Price List Neglect: A Sleeping Killer

Product pricing is among the most difficult, most important, aspects of running your business. In some cases, it is also among the most neglected. Some businesses will go through the initial process of setting a product’s price and then not review the price for years. If ever.

Why might price list neglect be seen as a sleeping killer? Perhaps you have competitors who have lowered prices and now you are the most expensive. Perhaps costs have increased and your margins have shrunk. Or, years old pricing is now seen as cheap, equating to inferior?  While reasons are endless, the impact is the same: Hitting your numbers is gets harder and/or profitability is suffering.

Following is a very narrowly focused example on the impact inflation has.

Let’s say you start out with $100 product. It cost $60 to produce leaving you with a profit margin of $40 or 40%. We will use the US’ average inflation rate of 2.2% (2000 to 2021, Macrotrends).

With unchanged pricing, by 2007 the $40 margin shrinks 25% to $30, due to product cost increases.

By 2013, margin has been cut by half (50%).

At this point you may be thinking, “…nobody goes 13 years without changing prices.” You would be wrong. One global organization I consulted with had gone -14- years without price increases in one of its regions. While 14 years without a price increase is extreme, the general issue is more common than you might expect.

It’s Only 2.2%, Right?

Ignoring 2022/23, this behavior can be insidious as the impact grows slowly, subtly, year to year.

Building on our case study, let’s assume senior management has an initial target of $40,000 based on 1,000 units sold per year.

As product margin erodes, Sales needs to sell 1,328 units to meet the target. By 2013, 1,963 units are needed to hit $40,000/year.

As salespeople know: Management never lets the revenue target remain unchanged year-to-year:).

In this next chart, if product price is increased 2.2% each year to match inflation, profitability is preserved.

These next two charts show impact of Actual inflation without price increases, then with inflation-adjusted price increases. In the first chart, loss of 25% margin happened in 2006, compared to ’07.

Observations

Established Customers (B2B) If you have an established recurring customer base, correcting for price erosion is not easy. Small price adjustments, say 5%, might be absorbed without little grief. Larger adjustments, such as the 14-year example, may need to be negotiated to span several years.

Large price adjustments often trigger a customer’s complete reevaluation of the (your) product being used. If your product’s (or service) is not perceived to have grown appropriate to the new price, you may find they decide to look elsewhere.

Customer budgets represent their own constraints on your ability to make corrections. The larger the customer, the more often budgets are rigidly fixed. Unless you are a high-value or strategic supplier to them, you may find you have no ability to pass along a price increase.  You may need to try and get them to plan an increase for next year’s budget.

Food for Thought

Maintaining a price list can require significant effort, requiring several factors be considered. Skipping a year or two can have significant, accumulated downstream impact.

My experience has included software companies with revenue ranging from 10s of millions, to 100s of millions, to billions. While the multi-$B companies had their acts together, I have seen companies in the $10-$250M range completely out of touch with their pricing. If you’ve read this thinking it’s a startup-only issue, don’t be fooled.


Exercise brief: Which lines run from the one with "For every button, label, input, icon, or" through the end of the data? Retype them exactly, without pictures.

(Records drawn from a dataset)
┄┄┄┄┄┄┄┄┄┄

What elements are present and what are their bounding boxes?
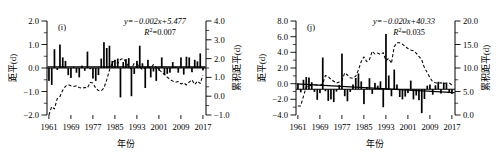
panel-label-j: (j)	[307, 22, 315, 32]
svg-text:0.0: 0.0	[28, 63, 39, 73]
svg-text:1969: 1969	[311, 122, 328, 132]
left-ticks-i	[42, 21, 48, 115]
svg-text:2.0: 2.0	[28, 16, 39, 26]
svg-text:−1.0: −1.0	[214, 110, 230, 120]
svg-text:1.0: 1.0	[214, 72, 225, 82]
r-squared-j: R2=0.035	[392, 27, 425, 37]
svg-text:4.0: 4.0	[277, 47, 288, 57]
svg-text:0.0: 0.0	[277, 79, 288, 89]
svg-text:−4.0: −4.0	[272, 110, 288, 120]
y-axis-title-right-j: 累积距平(d)	[480, 45, 491, 92]
svg-text:1977: 1977	[84, 122, 102, 132]
svg-text:2001: 2001	[399, 122, 416, 132]
chart-panel-j: 8.0 6.0 4.0 2.0 0.0 −2.0 −4.0 20.0 15.0 …	[249, 0, 498, 156]
right-ticks-j	[455, 21, 461, 115]
svg-text:2.0: 2.0	[214, 54, 225, 64]
svg-text:0.0: 0.0	[463, 110, 474, 120]
svg-text:−1.0: −1.0	[23, 87, 39, 97]
svg-text:−2.0: −2.0	[23, 110, 39, 120]
svg-text:1993: 1993	[377, 122, 394, 132]
y-axis-title-left-j: 距平(d)	[257, 54, 267, 83]
svg-text:20.0: 20.0	[463, 16, 478, 26]
cumulative-line-j	[298, 43, 452, 106]
svg-text:10.0: 10.0	[463, 63, 478, 73]
plot-area-j	[291, 21, 461, 115]
svg-text:15.0: 15.0	[463, 40, 478, 50]
svg-text:1.0: 1.0	[28, 40, 39, 50]
right-tick-labels-j: 20.0 15.0 10.0 5.0 0.0	[463, 16, 478, 120]
svg-text:2.0: 2.0	[277, 63, 288, 73]
left-ticks-j	[291, 21, 297, 115]
r-squared-value-i: =0.007	[152, 28, 176, 37]
svg-text:5.0: 5.0	[463, 87, 474, 97]
r-squared-i: R2=0.007	[143, 27, 176, 37]
svg-text:1961: 1961	[289, 122, 306, 132]
x-axis-title-i: 年份	[117, 138, 135, 149]
svg-text:4.0: 4.0	[214, 16, 225, 26]
x-tick-labels-i: 1961 1969 1977 1985 1993 2001 2009 2017	[40, 122, 212, 132]
bar-series-i	[48, 42, 204, 97]
svg-text:6.0: 6.0	[277, 32, 288, 42]
svg-text:3.0: 3.0	[214, 35, 225, 45]
svg-text:1985: 1985	[355, 122, 372, 132]
svg-text:1969: 1969	[62, 122, 79, 132]
svg-text:−2.0: −2.0	[272, 94, 288, 104]
svg-text:8.0: 8.0	[277, 16, 288, 26]
bar-series-j	[297, 34, 453, 113]
left-tick-labels-j: 8.0 6.0 4.0 2.0 0.0 −2.0 −4.0	[272, 16, 288, 120]
right-tick-labels-i: 4.0 3.0 2.0 1.0 0.0 −1.0	[214, 16, 230, 120]
svg-text:2017: 2017	[194, 122, 212, 132]
x-ticks-j	[298, 115, 452, 119]
chart-panel-i: 2.0 1.0 0.0 −1.0 −2.0 4.0 3.0 2.0 1.0 0.…	[0, 0, 249, 156]
svg-text:2009: 2009	[172, 122, 189, 132]
svg-text:2009: 2009	[421, 122, 438, 132]
svg-text:1993: 1993	[128, 122, 145, 132]
svg-text:1985: 1985	[106, 122, 123, 132]
plot-area-i	[42, 21, 212, 115]
y-axis-title-right-i: 累积距平(d)	[231, 45, 242, 92]
right-ticks-i	[206, 21, 212, 115]
svg-text:0.0: 0.0	[214, 91, 225, 101]
x-axis-title-j: 年份	[366, 138, 384, 149]
panel-label-i: (i)	[58, 22, 66, 32]
left-tick-labels-i: 2.0 1.0 0.0 −1.0 −2.0	[23, 16, 39, 120]
x-ticks-i	[49, 115, 203, 119]
regression-equation-j: y=−0.020x+40.33	[372, 17, 435, 26]
regression-equation-i: y=−0.002x+5.477	[123, 17, 187, 26]
r-squared-value-j: =0.035	[401, 28, 425, 37]
svg-text:1961: 1961	[40, 122, 57, 132]
figure-container: 2.0 1.0 0.0 −1.0 −2.0 4.0 3.0 2.0 1.0 0.…	[0, 0, 498, 156]
svg-text:2017: 2017	[443, 122, 461, 132]
chart-svg-j: 8.0 6.0 4.0 2.0 0.0 −2.0 −4.0 20.0 15.0 …	[249, 0, 498, 156]
x-tick-labels-j: 1961 1969 1977 1985 1993 2001 2009 2017	[289, 122, 461, 132]
y-axis-title-left-i: 距平(d)	[8, 54, 18, 83]
svg-text:2001: 2001	[150, 122, 167, 132]
chart-svg-i: 2.0 1.0 0.0 −1.0 −2.0 4.0 3.0 2.0 1.0 0.…	[0, 0, 249, 156]
svg-text:1977: 1977	[333, 122, 351, 132]
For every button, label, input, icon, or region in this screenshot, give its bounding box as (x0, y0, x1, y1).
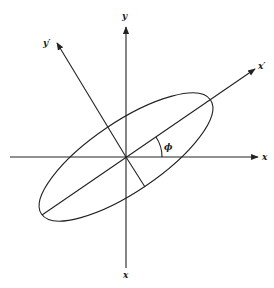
minor-axis-segment (126, 157, 145, 187)
label-phi: ϕ (164, 142, 173, 152)
label-bottom-x: x (122, 270, 129, 280)
label-y: y (121, 11, 128, 21)
label-y-prime: y′ (42, 38, 51, 48)
x-prime-axis (42, 69, 255, 215)
ellipse-diagram: y y′ x′ x x ϕ (0, 0, 274, 288)
label-x-prime: x′ (257, 61, 266, 71)
y-prime-axis (57, 43, 126, 157)
angle-arc (156, 137, 162, 157)
label-x: x (261, 152, 268, 162)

┄┄┄┄┄┄┄┄┄┄

Response:
For every button, label, input, icon, or region in this screenshot, give its bounding box as (x0, y0, x1, y1).
minor-axis-segment (126, 157, 145, 187)
label-phi: ϕ (164, 142, 173, 152)
label-bottom-x: x (122, 270, 129, 280)
label-y: y (121, 11, 128, 21)
label-y-prime: y′ (42, 38, 51, 48)
x-prime-axis (42, 69, 255, 215)
ellipse-diagram: y y′ x′ x x ϕ (0, 0, 274, 288)
label-x-prime: x′ (257, 61, 266, 71)
y-prime-axis (57, 43, 126, 157)
angle-arc (156, 137, 162, 157)
label-x: x (261, 152, 268, 162)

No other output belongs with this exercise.